February 16, 2026
Paper beats rock, internet folds
14-year-old Miles Wu folded origami pattern that holds 10k times its own weight
Teen origami tank lifts 200 lbs; internet splits: talent vs time
TLDR: A 14-year-old folded a map-style origami pattern that held up to 200 pounds—10,000× its weight—and pitched it for quick disaster shelters. Commenters split between applauding years of practice over age hype, asking for other entries and real-world tests, and tossing wild ideas from Lego bridges to submarine hulls
A New York ninth-grader, Miles Wu, folded a classic Miura-ori pattern—think a map fold used for space solar panels—and shocked himself when his paper could hold 10,000 times its own weight, even up to 200 pounds. He’s dreaming big: pop‑up disaster shelters that can be collapsed, carried, and deployed fast. The internet’s first reaction? Awe. The second? Drama.
One camp is done with the “child prodigy” headlines. As one top comment put it, don’t worship the age—respect the grind: Wu has six years of folding behind him and logged roughly 250 hours and 108 trials for this project. Another camp wants receipts: where are “the other submissions”? One user linked a previous thread, while others begged for more data and real-world tests beyond living-room lab weights and guardrails.
Meanwhile, the side quests are peak internet. A commenter asked if this could armor submarines (science says: calm down, it’s paper… for now). Another dropped a nostalgia bomb with a Lego Masters bridge that held wild weight, fueling a meme wave: “Paper beats rock,” “Origami > leg day,” and our favorite, “Miura-OMG.” Between hype and skepticism, the vibe is clear: the fold is real, the idea is bold, and the crowd wants to see if this pop-up superfold can survive rain, wind—and the comments
Key Points
- •A 14-year-old student, Miles Wu, found Miura-ori paper structures could hold up to 10,000 times their own weight, with loads up to about 200 pounds.
- •Wu conducted over 250 hours of work, testing 54 design variants (108 trials) across three paper types using a scoring machine to reduce folding error.
- •Each 64-square-inch pattern was placed between 5-inch guardrails and loaded with weights until failure to assess strength-to-weight ratio.
- •The project aims at deployable, strong, and cost-efficient shelters for disaster relief, inspired by hurricanes and wildfires.
- •Miura-ori, invented by Koryo Miura, has aerospace heritage (e.g., Japan’s 1995 Space Flyer Unit), and new origami “bloom patterns” may enable future space applications.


• Problem details: Extract the text of every entry below exactly; leave images out.
━━━━━ Given data ━━━━━
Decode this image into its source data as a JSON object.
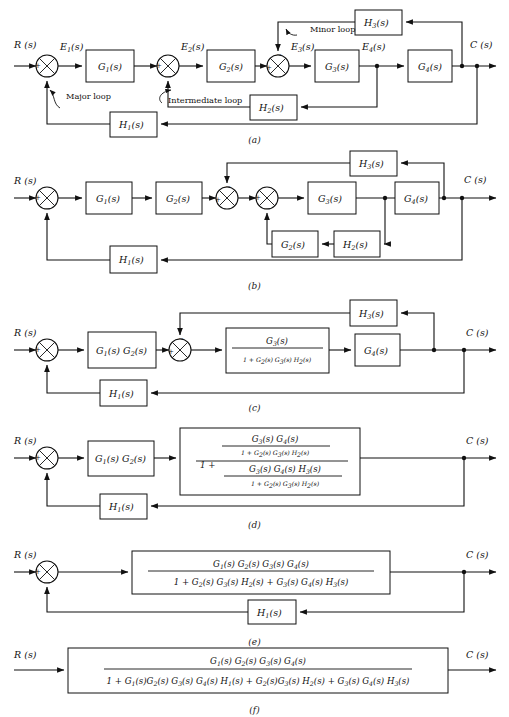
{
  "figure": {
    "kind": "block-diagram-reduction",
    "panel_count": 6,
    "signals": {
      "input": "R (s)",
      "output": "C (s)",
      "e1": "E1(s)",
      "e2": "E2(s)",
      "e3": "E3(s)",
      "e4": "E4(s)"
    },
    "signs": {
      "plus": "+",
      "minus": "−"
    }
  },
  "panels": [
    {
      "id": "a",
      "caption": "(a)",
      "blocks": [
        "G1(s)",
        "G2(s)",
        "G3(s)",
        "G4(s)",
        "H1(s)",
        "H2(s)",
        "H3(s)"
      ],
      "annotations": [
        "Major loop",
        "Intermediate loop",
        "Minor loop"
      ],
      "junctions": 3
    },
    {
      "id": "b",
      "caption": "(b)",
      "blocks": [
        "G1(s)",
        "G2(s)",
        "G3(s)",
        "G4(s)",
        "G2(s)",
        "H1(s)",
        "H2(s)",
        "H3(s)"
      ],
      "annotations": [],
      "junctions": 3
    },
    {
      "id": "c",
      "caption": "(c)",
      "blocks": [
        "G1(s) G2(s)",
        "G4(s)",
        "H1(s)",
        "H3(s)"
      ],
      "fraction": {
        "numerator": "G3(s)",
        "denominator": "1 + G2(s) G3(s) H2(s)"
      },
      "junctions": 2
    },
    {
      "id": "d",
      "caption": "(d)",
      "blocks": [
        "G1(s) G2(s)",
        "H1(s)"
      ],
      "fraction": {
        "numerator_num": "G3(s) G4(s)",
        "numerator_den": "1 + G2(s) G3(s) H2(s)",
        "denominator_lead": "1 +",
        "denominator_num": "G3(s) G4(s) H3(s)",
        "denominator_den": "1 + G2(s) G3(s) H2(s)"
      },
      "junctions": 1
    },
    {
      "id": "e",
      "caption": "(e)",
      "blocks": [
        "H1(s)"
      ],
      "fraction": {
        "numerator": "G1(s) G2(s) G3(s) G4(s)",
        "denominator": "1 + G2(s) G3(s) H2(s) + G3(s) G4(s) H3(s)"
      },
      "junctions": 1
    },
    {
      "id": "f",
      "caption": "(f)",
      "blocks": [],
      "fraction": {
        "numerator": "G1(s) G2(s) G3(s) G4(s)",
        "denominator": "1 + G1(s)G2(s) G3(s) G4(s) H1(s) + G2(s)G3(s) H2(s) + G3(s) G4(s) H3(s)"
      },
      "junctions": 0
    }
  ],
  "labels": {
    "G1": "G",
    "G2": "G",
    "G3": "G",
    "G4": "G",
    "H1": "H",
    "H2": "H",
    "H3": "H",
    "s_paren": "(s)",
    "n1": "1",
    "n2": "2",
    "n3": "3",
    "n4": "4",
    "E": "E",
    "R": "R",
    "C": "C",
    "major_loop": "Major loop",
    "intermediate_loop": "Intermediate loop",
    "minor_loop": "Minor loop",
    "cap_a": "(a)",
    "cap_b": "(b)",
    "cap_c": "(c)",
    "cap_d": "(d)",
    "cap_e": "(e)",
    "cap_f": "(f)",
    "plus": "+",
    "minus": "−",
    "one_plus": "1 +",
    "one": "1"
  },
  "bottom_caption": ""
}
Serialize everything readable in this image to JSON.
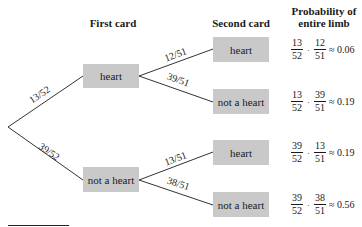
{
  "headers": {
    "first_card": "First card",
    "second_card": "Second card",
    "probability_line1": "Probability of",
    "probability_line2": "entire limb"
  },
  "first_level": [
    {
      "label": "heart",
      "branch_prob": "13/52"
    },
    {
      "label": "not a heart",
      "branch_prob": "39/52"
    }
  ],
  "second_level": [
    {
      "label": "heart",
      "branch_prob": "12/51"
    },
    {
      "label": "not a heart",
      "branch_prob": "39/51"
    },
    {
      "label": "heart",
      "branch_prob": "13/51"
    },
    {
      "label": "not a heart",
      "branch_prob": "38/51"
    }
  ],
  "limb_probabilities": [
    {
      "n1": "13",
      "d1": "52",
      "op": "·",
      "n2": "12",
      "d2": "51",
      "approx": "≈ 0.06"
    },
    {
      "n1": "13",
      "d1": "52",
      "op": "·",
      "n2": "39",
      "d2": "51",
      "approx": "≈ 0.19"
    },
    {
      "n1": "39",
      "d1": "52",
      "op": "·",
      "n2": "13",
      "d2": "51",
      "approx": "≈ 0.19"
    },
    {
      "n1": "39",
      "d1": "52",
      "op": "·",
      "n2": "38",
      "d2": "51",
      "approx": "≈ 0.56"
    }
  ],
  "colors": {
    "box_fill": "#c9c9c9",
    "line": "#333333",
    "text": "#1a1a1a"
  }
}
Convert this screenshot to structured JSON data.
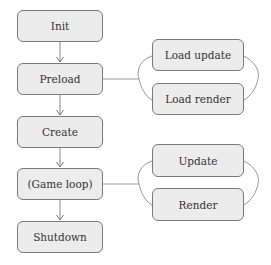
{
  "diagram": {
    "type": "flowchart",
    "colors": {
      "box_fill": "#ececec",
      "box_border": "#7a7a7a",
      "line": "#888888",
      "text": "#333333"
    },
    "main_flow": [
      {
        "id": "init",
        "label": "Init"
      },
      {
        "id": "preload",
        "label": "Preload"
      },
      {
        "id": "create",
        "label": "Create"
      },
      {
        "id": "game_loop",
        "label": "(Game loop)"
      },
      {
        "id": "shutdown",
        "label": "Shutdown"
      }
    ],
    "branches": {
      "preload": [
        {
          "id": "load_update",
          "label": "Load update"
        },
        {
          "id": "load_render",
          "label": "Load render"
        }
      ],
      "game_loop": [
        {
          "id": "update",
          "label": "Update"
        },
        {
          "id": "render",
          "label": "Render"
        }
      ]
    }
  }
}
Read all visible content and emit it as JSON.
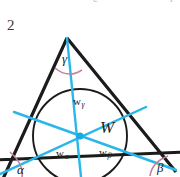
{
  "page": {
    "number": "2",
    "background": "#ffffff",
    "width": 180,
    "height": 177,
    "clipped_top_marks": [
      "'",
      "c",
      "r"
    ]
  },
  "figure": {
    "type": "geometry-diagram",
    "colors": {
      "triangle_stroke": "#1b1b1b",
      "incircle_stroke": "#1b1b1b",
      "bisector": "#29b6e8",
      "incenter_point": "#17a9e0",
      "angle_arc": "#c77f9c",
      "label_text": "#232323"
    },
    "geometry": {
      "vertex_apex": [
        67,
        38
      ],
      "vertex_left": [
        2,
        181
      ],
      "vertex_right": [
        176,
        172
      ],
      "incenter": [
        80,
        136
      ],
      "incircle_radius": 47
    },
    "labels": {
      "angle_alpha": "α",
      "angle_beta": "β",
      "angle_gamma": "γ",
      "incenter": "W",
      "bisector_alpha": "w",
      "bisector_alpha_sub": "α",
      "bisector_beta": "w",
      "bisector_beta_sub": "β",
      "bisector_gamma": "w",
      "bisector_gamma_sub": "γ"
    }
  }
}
━━━━━
• Answer box:
Decode this image into its source data as a JSON object.
{
  "figure": {
    "kind": "block-diagram-reduction",
    "panel_count": 6,
    "signals": {
      "input": "R (s)",
      "output": "C (s)",
      "e1": "E1(s)",
      "e2": "E2(s)",
      "e3": "E3(s)",
      "e4": "E4(s)"
    },
    "signs": {
      "plus": "+",
      "minus": "−"
    }
  },
  "panels": [
    {
      "id": "a",
      "caption": "(a)",
      "blocks": [
        "G1(s)",
        "G2(s)",
        "G3(s)",
        "G4(s)",
        "H1(s)",
        "H2(s)",
        "H3(s)"
      ],
      "annotations": [
        "Major loop",
        "Intermediate loop",
        "Minor loop"
      ],
      "junctions": 3
    },
    {
      "id": "b",
      "caption": "(b)",
      "blocks": [
        "G1(s)",
        "G2(s)",
        "G3(s)",
        "G4(s)",
        "G2(s)",
        "H1(s)",
        "H2(s)",
        "H3(s)"
      ],
      "annotations": [],
      "junctions": 3
    },
    {
      "id": "c",
      "caption": "(c)",
      "blocks": [
        "G1(s) G2(s)",
        "G4(s)",
        "H1(s)",
        "H3(s)"
      ],
      "fraction": {
        "numerator": "G3(s)",
        "denominator": "1 + G2(s) G3(s) H2(s)"
      },
      "junctions": 2
    },
    {
      "id": "d",
      "caption": "(d)",
      "blocks": [
        "G1(s) G2(s)",
        "H1(s)"
      ],
      "fraction": {
        "numerator_num": "G3(s) G4(s)",
        "numerator_den": "1 + G2(s) G3(s) H2(s)",
        "denominator_lead": "1 +",
        "denominator_num": "G3(s) G4(s) H3(s)",
        "denominator_den": "1 + G2(s) G3(s) H2(s)"
      },
      "junctions": 1
    },
    {
      "id": "e",
      "caption": "(e)",
      "blocks": [
        "H1(s)"
      ],
      "fraction": {
        "numerator": "G1(s) G2(s) G3(s) G4(s)",
        "denominator": "1 + G2(s) G3(s) H2(s) + G3(s) G4(s) H3(s)"
      },
      "junctions": 1
    },
    {
      "id": "f",
      "caption": "(f)",
      "blocks": [],
      "fraction": {
        "numerator": "G1(s) G2(s) G3(s) G4(s)",
        "denominator": "1 + G1(s)G2(s) G3(s) G4(s) H1(s) + G2(s)G3(s) H2(s) + G3(s) G4(s) H3(s)"
      },
      "junctions": 0
    }
  ],
  "labels": {
    "G1": "G",
    "G2": "G",
    "G3": "G",
    "G4": "G",
    "H1": "H",
    "H2": "H",
    "H3": "H",
    "s_paren": "(s)",
    "n1": "1",
    "n2": "2",
    "n3": "3",
    "n4": "4",
    "E": "E",
    "R": "R",
    "C": "C",
    "major_loop": "Major loop",
    "intermediate_loop": "Intermediate loop",
    "minor_loop": "Minor loop",
    "cap_a": "(a)",
    "cap_b": "(b)",
    "cap_c": "(c)",
    "cap_d": "(d)",
    "cap_e": "(e)",
    "cap_f": "(f)",
    "plus": "+",
    "minus": "−",
    "one_plus": "1 +",
    "one": "1"
  },
  "bottom_caption": ""
}
Serialize everything readable in this image to JSON.
{
  "headers": {
    "first_card": "First card",
    "second_card": "Second card",
    "probability_line1": "Probability of",
    "probability_line2": "entire limb"
  },
  "first_level": [
    {
      "label": "heart",
      "branch_prob": "13/52"
    },
    {
      "label": "not a heart",
      "branch_prob": "39/52"
    }
  ],
  "second_level": [
    {
      "label": "heart",
      "branch_prob": "12/51"
    },
    {
      "label": "not a heart",
      "branch_prob": "39/51"
    },
    {
      "label": "heart",
      "branch_prob": "13/51"
    },
    {
      "label": "not a heart",
      "branch_prob": "38/51"
    }
  ],
  "limb_probabilities": [
    {
      "n1": "13",
      "d1": "52",
      "op": "·",
      "n2": "12",
      "d2": "51",
      "approx": "≈ 0.06"
    },
    {
      "n1": "13",
      "d1": "52",
      "op": "·",
      "n2": "39",
      "d2": "51",
      "approx": "≈ 0.19"
    },
    {
      "n1": "39",
      "d1": "52",
      "op": "·",
      "n2": "13",
      "d2": "51",
      "approx": "≈ 0.19"
    },
    {
      "n1": "39",
      "d1": "52",
      "op": "·",
      "n2": "38",
      "d2": "51",
      "approx": "≈ 0.56"
    }
  ],
  "colors": {
    "box_fill": "#c9c9c9",
    "line": "#333333",
    "text": "#1a1a1a"
  }
}
Convert this screenshot to structured JSON data.
{
  "diagram": {
    "type": "flowchart",
    "colors": {
      "box_fill": "#ececec",
      "box_border": "#7a7a7a",
      "line": "#888888",
      "text": "#333333"
    },
    "main_flow": [
      {
        "id": "init",
        "label": "Init"
      },
      {
        "id": "preload",
        "label": "Preload"
      },
      {
        "id": "create",
        "label": "Create"
      },
      {
        "id": "game_loop",
        "label": "(Game loop)"
      },
      {
        "id": "shutdown",
        "label": "Shutdown"
      }
    ],
    "branches": {
      "preload": [
        {
          "id": "load_update",
          "label": "Load update"
        },
        {
          "id": "load_render",
          "label": "Load render"
        }
      ],
      "game_loop": [
        {
          "id": "update",
          "label": "Update"
        },
        {
          "id": "render",
          "label": "Render"
        }
      ]
    }
  }
}
Read all visible content and emit it as JSON.
{
  "page": {
    "number": "2",
    "background": "#ffffff",
    "width": 180,
    "height": 177,
    "clipped_top_marks": [
      "'",
      "c",
      "r"
    ]
  },
  "figure": {
    "type": "geometry-diagram",
    "colors": {
      "triangle_stroke": "#1b1b1b",
      "incircle_stroke": "#1b1b1b",
      "bisector": "#29b6e8",
      "incenter_point": "#17a9e0",
      "angle_arc": "#c77f9c",
      "label_text": "#232323"
    },
    "geometry": {
      "vertex_apex": [
        67,
        38
      ],
      "vertex_left": [
        2,
        181
      ],
      "vertex_right": [
        176,
        172
      ],
      "incenter": [
        80,
        136
      ],
      "incircle_radius": 47
    },
    "labels": {
      "angle_alpha": "α",
      "angle_beta": "β",
      "angle_gamma": "γ",
      "incenter": "W",
      "bisector_alpha": "w",
      "bisector_alpha_sub": "α",
      "bisector_beta": "w",
      "bisector_beta_sub": "β",
      "bisector_gamma": "w",
      "bisector_gamma_sub": "γ"
    }
  }
}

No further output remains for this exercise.